Particularly thought-provoking is Casey's discussion of the archaeology of Ghana's Volta Basin, the inhabitants of which occupied geographically (and economically) intermediate positions in the exchange systems linking the Sahel with the forest zone to the south. She shows that the dearth of obvious exotic trade items at sites like Begho may reflect a combination of factors, including a primary concern to ensure that such goods reached their ultimate destinations, as well as the perishability of many of them.

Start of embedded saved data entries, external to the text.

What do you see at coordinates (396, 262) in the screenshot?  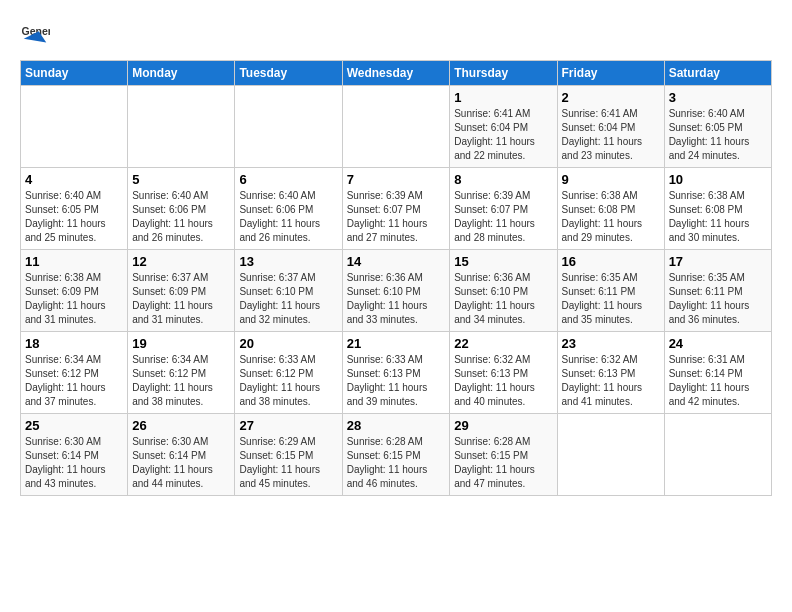 I see `day-number: 14` at bounding box center [396, 262].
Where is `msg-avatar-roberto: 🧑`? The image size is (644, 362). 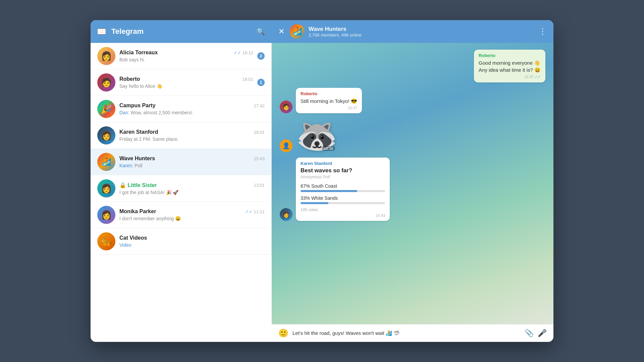
msg-avatar-roberto: 🧑 is located at coordinates (286, 107).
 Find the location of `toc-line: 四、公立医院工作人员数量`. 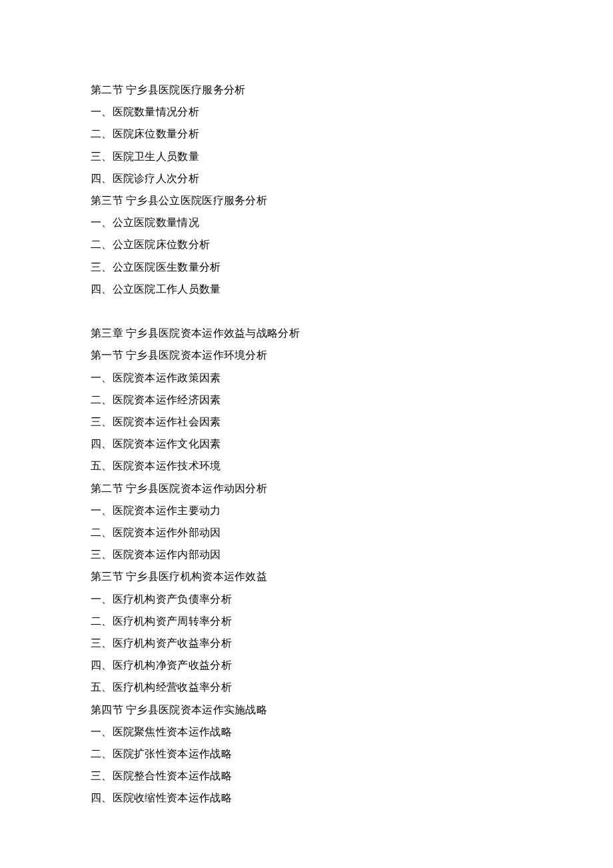

toc-line: 四、公立医院工作人员数量 is located at coordinates (352, 289).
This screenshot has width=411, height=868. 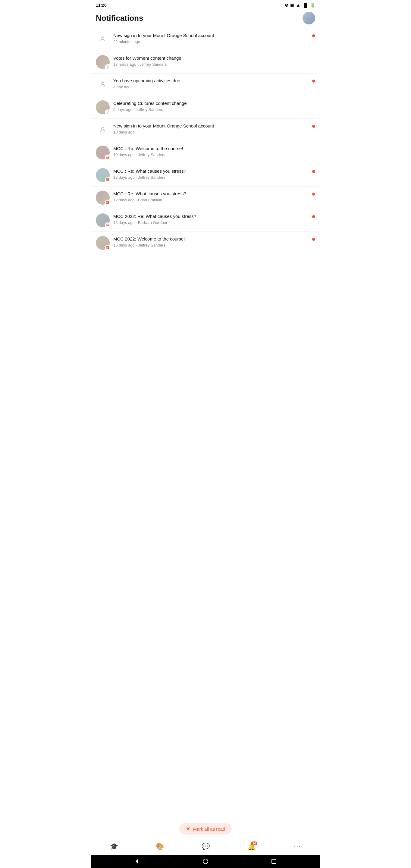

She also stresses the contribution to that system of local trade networks, the importance of regular caravans for local communities as suppliers and consumers of goods, and the critical (and often overlooked) role of women in provisioning such caravans and producing tradable goods, notably shea butter and pottery. Elsewhere, McDonald uses ethnographic fieldwork to assess the long-term history of stone bracelet production in Mali, Muller-Kosack explores the complexity of the ethnohistoric data that might provide a context for the stonewalled DGB sites of Cameroon, von Hellermann (not perhaps wholly convincingly) considers historical evidence that the kingdom of Benin may not always have existed in a thickly forested environment, and Orijemie et al. provide unexpected palynological evidence for a pre-European presence in Nigeria of ornamental trees of Asian/Indian Ocean origin. If Randsborg's extremely brief paper on his work in Benin offers the reader less (not least by wholly ignoring the work of Béninois archaeologists and several American-led research projects), Allsworth-Jones's own chapter on fieldwork at Adesina Oja, a village now engulfed by Ibadan, is a tour de force in employing ethnographic data to explore archaeological sites, engaging African students in the materiality of their own past and developing an archaeology of Nigeria's recent history. Overall, then, this is a most useful collection of papers and one currently without equal in its coverage of a broad swathe of West African archaeology.